Artists in Wales have been voicing their concerns about an opportunity to display artwork at the National Assembly for Wales, after it transpired that no fee or expenses are being paid.
A recent call for submissions to exhibit in the Assembly’s Ty Hywel office building states: ‘The Assembly has a range of spaces available, including a corridor which can hold up to 20 A3-sized, 2-dimensional, framed artworks’. Submitted work, it adds, should ‘resonate with all who come into the building’.
A National Assembly spokesperson said: “Welsh artists have been able to display their work at the Assembly for a number of years. It has offered a unique opportunity to established and emerging artists to exhibit their work in a public space and at no cost.
“As the focal point of Welsh civic life the Assembly is proud to help promote Welsh culture and art. All artwork is returned to the artists after the exhibition and we regularly receive an extremely positive response to the opportunity that this arrangement presents.”
The statement from the National Assembly was prompted by initial enquiries – followed up by a-n news – from the newly formed Visual Artists Wales group. “It is important to challenge what is seen to be the norm at every level here,” said VAW. “The Assembly are wrong to not pay for professional work and services.”
Rabab Ghazoul, an artist from Wales who will exhibit at the Iraq Pavilion at the Venice Biennale, said: “The National Assembly, as our foremost political institution, has a great opportunity to demonstrate how it recognises the value of culture in Wales, and the artists who help to create it. In no other field of work would a professional be expected to produce work for free. Artists are workers, and like any other workers need to make a living.”
Bedwyr Williams, who represented Wales at the Venice Biennale in 2013, commented: “In Wales, when you are a younger artist there’s a feeling that anyone showing your work is doing you a huge favour. Most things we consume in our daily lives are poorly made and mass-produced and we are happy to pay through the nose for them, yet somehow there’s an idea that art and artists have no real worth. Public galleries and institutions should be setting an example.”
Long-standing issue
Cardiff-based artist S Mark Gubb, one of the Paying Artists campaign’s recently appointed Regional Advocates across the UK, said: “Non-payment is a long-standing issue. It is our intention that with sustained dialogue on a national scale those situations where artists are asked to exhibit work for no fee will no longer arise.”

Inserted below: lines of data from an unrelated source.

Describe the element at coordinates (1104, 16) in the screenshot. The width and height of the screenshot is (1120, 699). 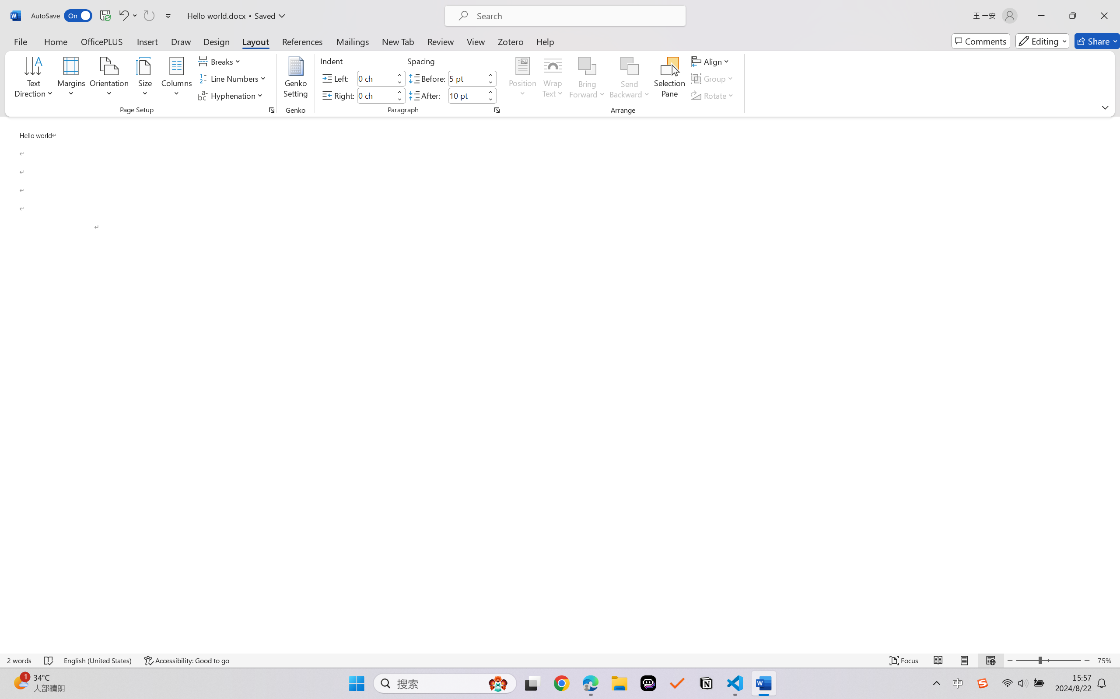
I see `Close` at that location.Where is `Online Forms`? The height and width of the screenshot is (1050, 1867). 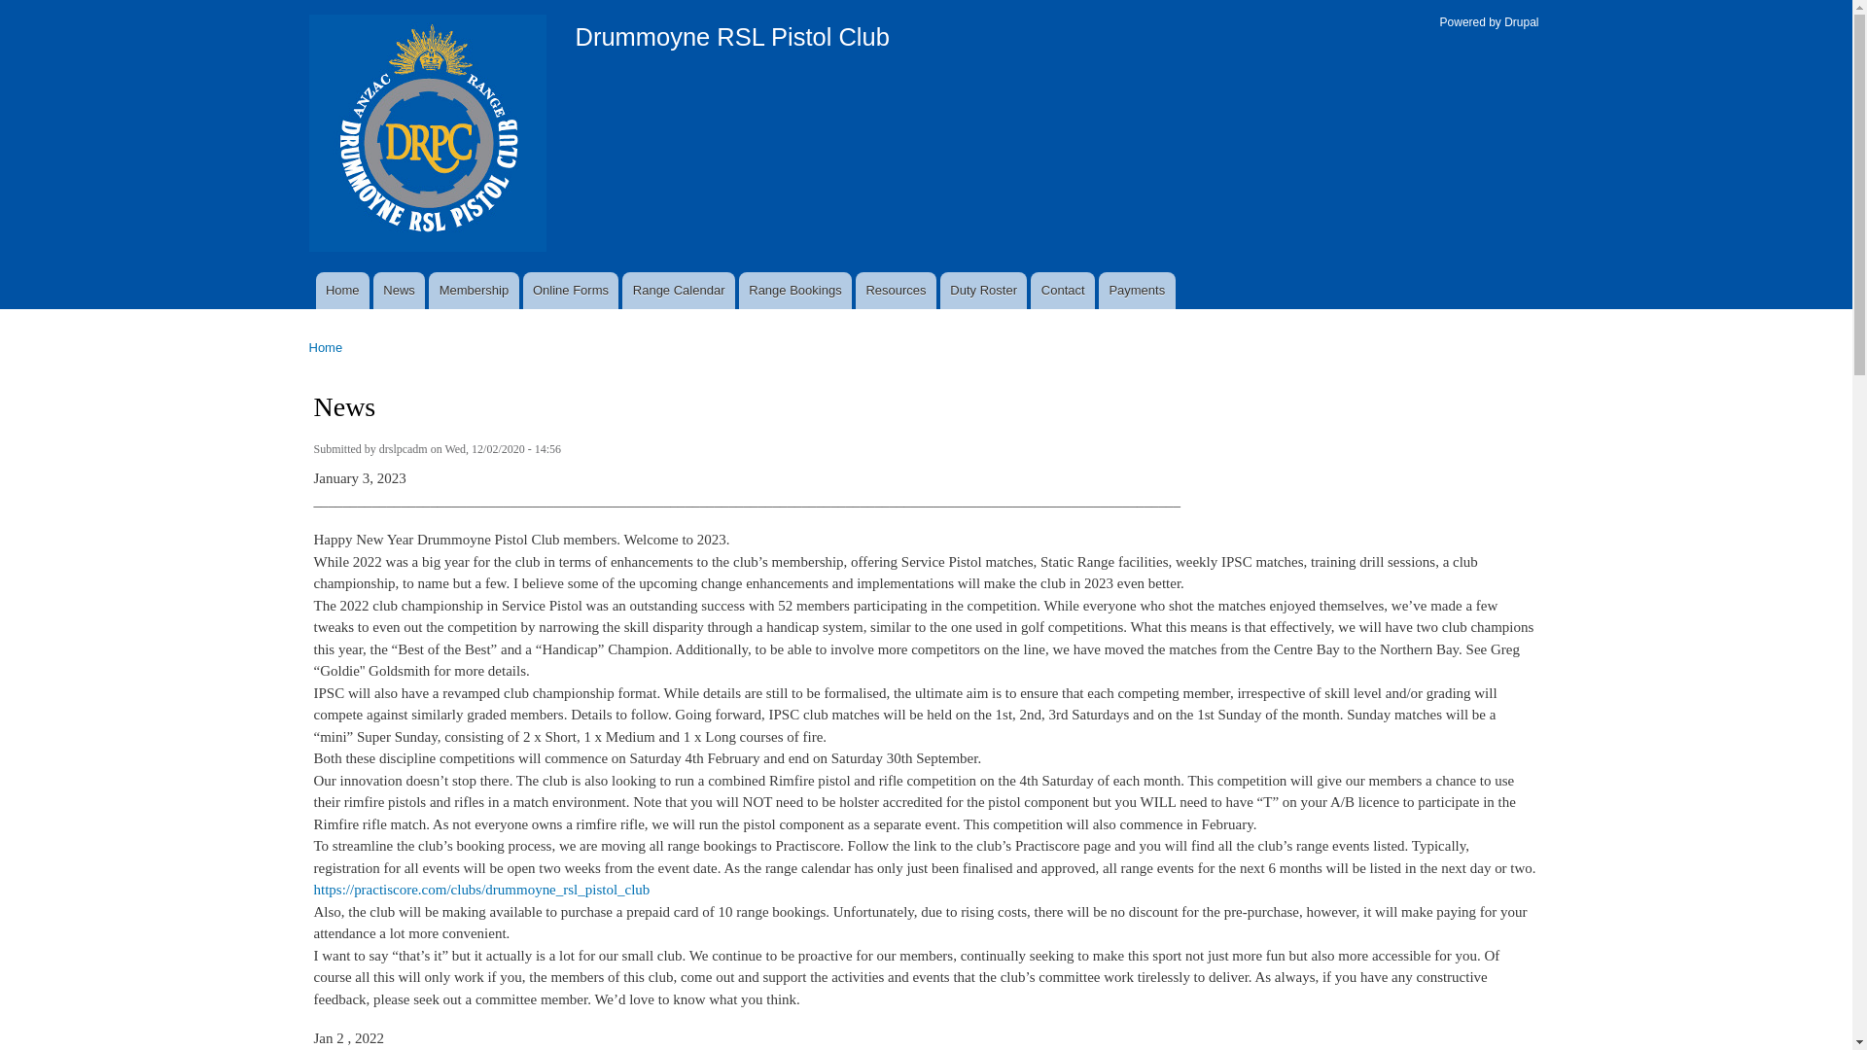 Online Forms is located at coordinates (572, 291).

Asked to comment on the issue of non-payment of artists, David Alston, Arts Director at Arts Council Wales, told a-n News: “The Arts Council of Wales has expressed its support for the Paying Artists campaign. The context for how the Council is lending its support can be found on its website. The Council’s initial focus is on those organisations we fund, but the aspiration has to be for a growing recognition for dealing professionally with artists in recognised and defined public contexts.”
Others working in the visual arts in Wales have expressed their concern about the message being sent by not paying an exhibition fee. Emma Geliot, editor of Wales-based arts magazine CCQ, said: “In not recognising that artists are professionals, who need to earn a living, the National Assembly is undermining the Welsh Government’s drive to make Wales a creative nation. There seems to be an attitude that a favour is somehow being bestowed in taking work.”
Artist and arts manager Steffan Jones-Hughes said: “Surely this is wrong? Not only does Westminster not give Wales enough money, but the Welsh Government doesn’t spend enough on the arts and now they want the artists to share their work for nothing?”
The National Assembly of Wales has been showing artists’ work since July 2012 and in that time has exhibited the work of 15 artists and photographers. The current exhibition, which runs until September, features work by eight students from Bangor University.
Gordon Dalton is an artist, writer and curator based in Wales.